As regular CFZ-watchers will know, for some time Corinna has been doing a column for Animals & Men and a regular segment on On The Track... particularly about out-of-place birds and rare vagrants. There seem to be more and more bird stories from all over the world hitting the news these days so, to make room for them all - and to give them all equal and worthy coverage - she has set up this new blog to cover all things feathery and Fortean.

Tuesday, 29 April 2014

Fancy Feathers, Fashion and the Dawn of Bird Conservation

April 28, 2014



One particular group of birds suffered near extermination at the hands of feather hunters, and their plight helped awaken a conservation ethic that still resonates in the modern environmental movement. With striking white plumes and crowded, conspicuous nesting colonies, Great Egrets and Snowy Egrets faced an unfortunate double jeopardy: their feathers fetched a high price, and their breeding habits made them an easy mark.


To make matters worse, both sexes bore the fancy plumage, so hunters didn’t just target the males; they decimated entire rookeries. At the peak of the trade, an ounce of egret plume fetched the modern equivalent of two thousand dollars, and successful hunters could net a cool hundred grand in a single season. But every ounce of breeding plumes represented six dead adults, and each slain pair left behind three to five starving nestlings. Millions of birds died, and by the turn of the century this once common species survived only in the deep Everglades and other remote wetlands.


**Task objective:** Search the records below for the string "time", and report each line that contains it.

**Supplied records:**
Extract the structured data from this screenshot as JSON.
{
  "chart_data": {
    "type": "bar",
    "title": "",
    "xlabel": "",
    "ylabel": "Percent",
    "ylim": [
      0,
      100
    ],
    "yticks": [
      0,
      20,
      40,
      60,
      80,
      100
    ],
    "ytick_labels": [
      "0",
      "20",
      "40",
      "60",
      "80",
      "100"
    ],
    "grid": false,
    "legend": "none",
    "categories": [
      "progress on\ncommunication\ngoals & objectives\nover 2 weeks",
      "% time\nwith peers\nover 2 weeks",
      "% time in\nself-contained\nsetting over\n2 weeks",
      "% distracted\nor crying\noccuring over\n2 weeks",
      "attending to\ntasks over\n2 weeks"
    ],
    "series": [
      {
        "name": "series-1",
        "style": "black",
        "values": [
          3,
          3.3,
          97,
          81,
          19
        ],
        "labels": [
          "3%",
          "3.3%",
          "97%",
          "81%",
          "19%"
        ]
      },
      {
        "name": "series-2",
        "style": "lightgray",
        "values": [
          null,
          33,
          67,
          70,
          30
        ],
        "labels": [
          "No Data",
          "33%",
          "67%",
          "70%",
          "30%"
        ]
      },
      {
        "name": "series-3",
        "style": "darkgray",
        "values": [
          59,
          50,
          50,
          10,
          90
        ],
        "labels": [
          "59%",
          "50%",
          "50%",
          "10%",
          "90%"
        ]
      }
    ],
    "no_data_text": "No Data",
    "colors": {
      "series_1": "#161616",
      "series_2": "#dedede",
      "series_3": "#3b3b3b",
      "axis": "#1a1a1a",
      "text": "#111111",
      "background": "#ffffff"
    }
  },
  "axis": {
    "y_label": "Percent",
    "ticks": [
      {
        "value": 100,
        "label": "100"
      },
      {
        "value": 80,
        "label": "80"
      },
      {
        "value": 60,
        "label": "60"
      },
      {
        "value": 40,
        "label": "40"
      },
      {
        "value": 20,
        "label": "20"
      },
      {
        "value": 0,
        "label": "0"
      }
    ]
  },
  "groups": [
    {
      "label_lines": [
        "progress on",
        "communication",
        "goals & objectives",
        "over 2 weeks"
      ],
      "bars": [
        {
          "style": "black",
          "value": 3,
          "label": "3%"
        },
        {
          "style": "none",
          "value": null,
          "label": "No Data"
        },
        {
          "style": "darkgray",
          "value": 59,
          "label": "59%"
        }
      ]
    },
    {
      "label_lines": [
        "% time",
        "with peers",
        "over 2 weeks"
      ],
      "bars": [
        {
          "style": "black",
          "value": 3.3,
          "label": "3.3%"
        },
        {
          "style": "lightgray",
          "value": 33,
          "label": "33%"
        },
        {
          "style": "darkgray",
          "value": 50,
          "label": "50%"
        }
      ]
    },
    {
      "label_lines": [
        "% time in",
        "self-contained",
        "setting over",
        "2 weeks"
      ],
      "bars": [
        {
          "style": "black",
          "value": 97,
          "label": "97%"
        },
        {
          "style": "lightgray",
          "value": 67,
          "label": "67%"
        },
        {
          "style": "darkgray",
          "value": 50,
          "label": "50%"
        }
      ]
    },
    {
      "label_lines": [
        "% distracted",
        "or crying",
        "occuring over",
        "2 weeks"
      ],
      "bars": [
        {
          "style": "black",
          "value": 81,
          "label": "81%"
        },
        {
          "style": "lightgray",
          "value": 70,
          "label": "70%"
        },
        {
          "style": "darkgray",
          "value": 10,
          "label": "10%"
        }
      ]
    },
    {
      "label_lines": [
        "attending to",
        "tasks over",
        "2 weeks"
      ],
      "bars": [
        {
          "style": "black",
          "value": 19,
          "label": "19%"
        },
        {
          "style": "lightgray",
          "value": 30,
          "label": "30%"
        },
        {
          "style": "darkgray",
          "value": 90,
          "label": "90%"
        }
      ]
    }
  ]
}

**Response:**
      "% time\nwith peers\nover 2 weeks",
      "% time in\nself-contained\nsetting over\n2 weeks",
        "% time",
        "% time in",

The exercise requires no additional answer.